The rate of radioactive decay is measured in decay activity per second (curie) in experimentation but it is usefully indexed for radiometric dating purposes in terms of half life, which is a period of time in which 50% of a sample will decay to its stable isotope. We don’t have to wait for 50% of a sample to decay (although we can in particle colliders to the tune of picoseconds!). Half life is converted up from its much finer measurement in a far shorter time with a much more accurate instrument (using, say, accelerator mass spectrometry). Imagine the absurdity of presuming to date an object millions of years old accurately in terms of seconds it would be like saying I always get 3% of the way to work in 27,128.395 milliseconds when it is far more useful (and for all practical purposes analogous) to say that it usually takes me 15 minutes to get to work. Note that I am being confidently more accurate than “between a fraction of a second and 313 days.”

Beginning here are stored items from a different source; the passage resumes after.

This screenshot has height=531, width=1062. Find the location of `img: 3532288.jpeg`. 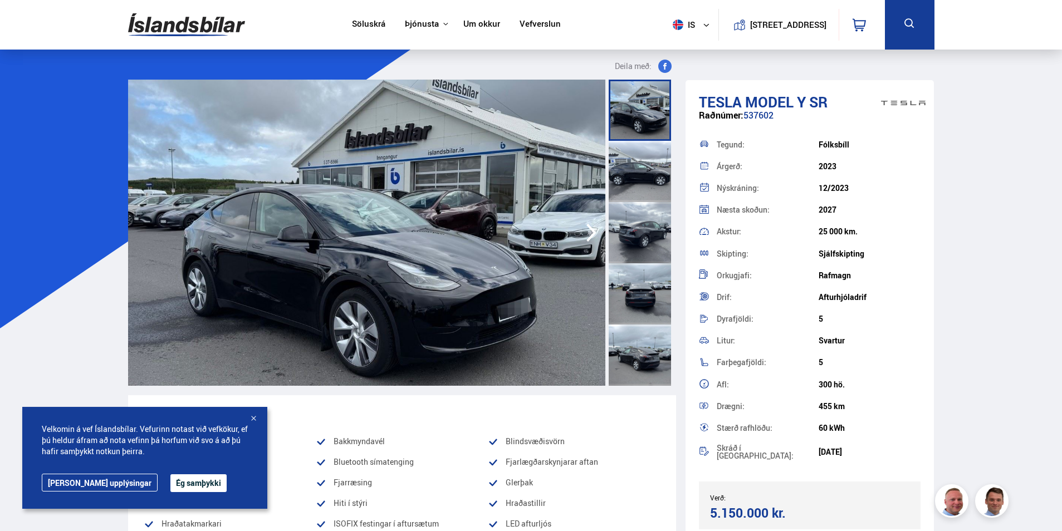

img: 3532288.jpeg is located at coordinates (366, 233).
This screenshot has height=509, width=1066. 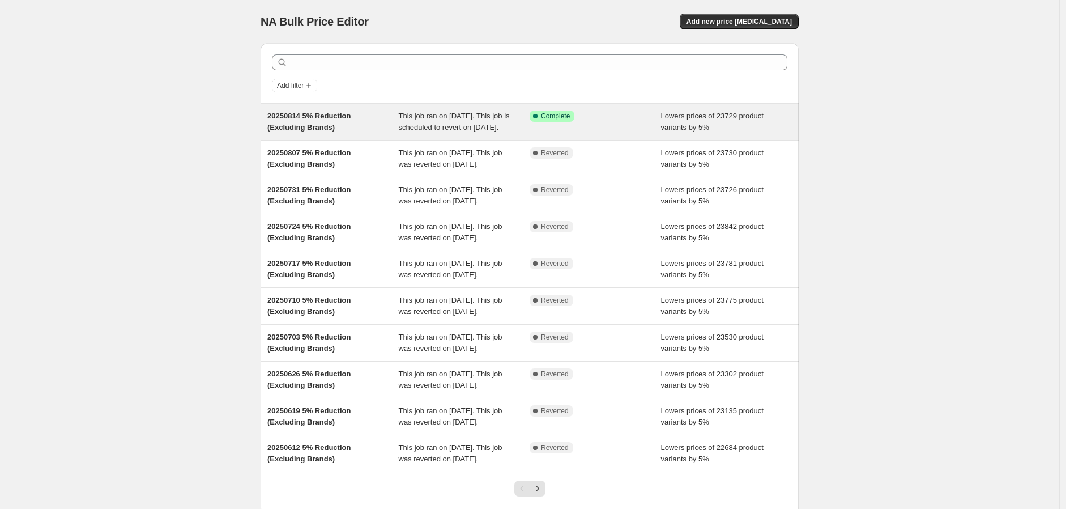 I want to click on span: 20250626 5% Reduction (Excluding Brands), so click(x=309, y=379).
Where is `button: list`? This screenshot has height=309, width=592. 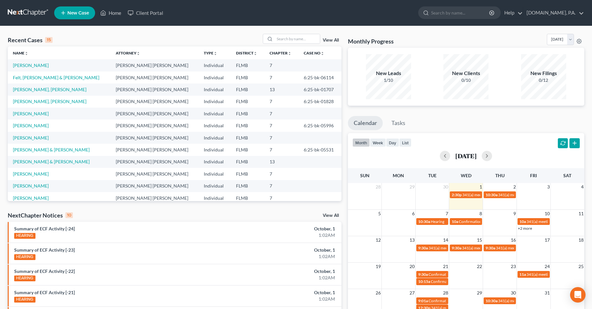
button: list is located at coordinates (405, 143).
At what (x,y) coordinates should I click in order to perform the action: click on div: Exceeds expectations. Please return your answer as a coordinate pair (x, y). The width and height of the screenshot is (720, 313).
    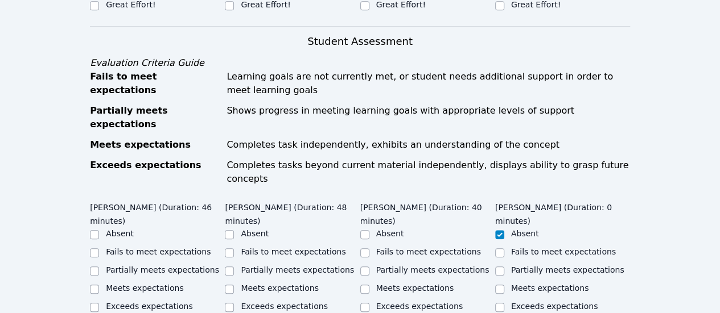
    Looking at the image, I should click on (155, 172).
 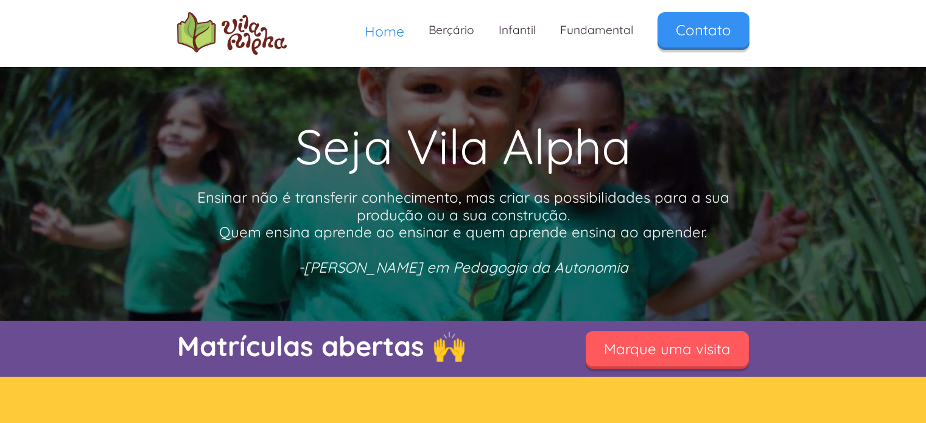 What do you see at coordinates (463, 146) in the screenshot?
I see `h1: Seja Vila Alpha` at bounding box center [463, 146].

Far from ignoring cosmic radiation, I’ll cite research, experimentation and data: http://donuts.berkeley.edu/papers/EarthSun.pdf

Comment Re:Dating methods are accurate! (Score 2, Insightful) 238

How wildly different? In science we almost never get the same answer; instead we get a statistical gradient (yet science still works!). I'm prepared to assume +/- 3% is a reasonable error for accuracy in some experiments, while you might require +/- 0.1%. Or an experimenter might draw false conclusions from the data, or the error might be so large as to invalidate the correlation he or she draws, or the method might be entirely discredited. Either way, the results are rarely glaringly obvious (otherwise we wouldn’t need rigorous peer-reviewing processes) and you must qualify your criticism for it to be anything but speculation.

Comment Re:We all know about the scientific method. (Score 1) 238

We do not know for certain if a particular strata was exactly 90 million years old, but a possible error rate of 30000:1 is not being passed off as credible research by any scientist in radioactive decay-based dating. For practical purposes, bell curves serve as a useful indicator of probability by showing a gradient of weight around a mean, not to prove that the leftmost infinitesimally improbable armpit of the curve represents any significant doubt to the central argument.

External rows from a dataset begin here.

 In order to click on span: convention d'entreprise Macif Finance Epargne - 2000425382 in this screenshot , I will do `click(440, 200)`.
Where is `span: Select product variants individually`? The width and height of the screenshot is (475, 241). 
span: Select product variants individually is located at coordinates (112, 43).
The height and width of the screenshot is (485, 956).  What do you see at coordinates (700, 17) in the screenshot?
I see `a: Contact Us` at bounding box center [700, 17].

Comment Re:This is a classic mistake in academics (Score 1) 830

I agree with your assertion that building a brain is nontrivial. The problem with the blog post is that the guy says Kurzweil believes life processes are trivial, which is completely wrong if you open the damn book, flip to the page with this quote and start reading around it. He's (quite explicitly) making a paper napkin estimate of human brainpower in CPU cycles and plotting it on a linear regression curve of historical data.

But I will take your argument one further and say that a blueprint is a bad example for a genome, because a blueprint implies a 1:1 relationship of data to construction, which is not what we see by observation at all (Dawkins has a section on this in his newest book). It's actually closer to a computer program, because nobody could say that what happens at runtime is correlated absolutely to with what is written in the source (there are users, much to the dismay of many programmers). These days, programmers don't understand what goes on in individual blocks of memory or processor registers, they just call their Date library or some GUI code with an API method that was developed long ago to solve a class of problem programmers typically had to deal with all the time. What's going on in memory is some arcane science packed into a compiler or an interpreter somewhere, having been solved long ago by some anonymous programmer whose code worked well enough to have been considered "a good enough solution."

Nevertheless, we understand the mechanisms that drive that code, even if the programmer is long gone and with enough incredibly difficult and soulcrushing effort, one could actually recreate the source with a hex editor, a stack tracer, a means of monitoring memory, etc.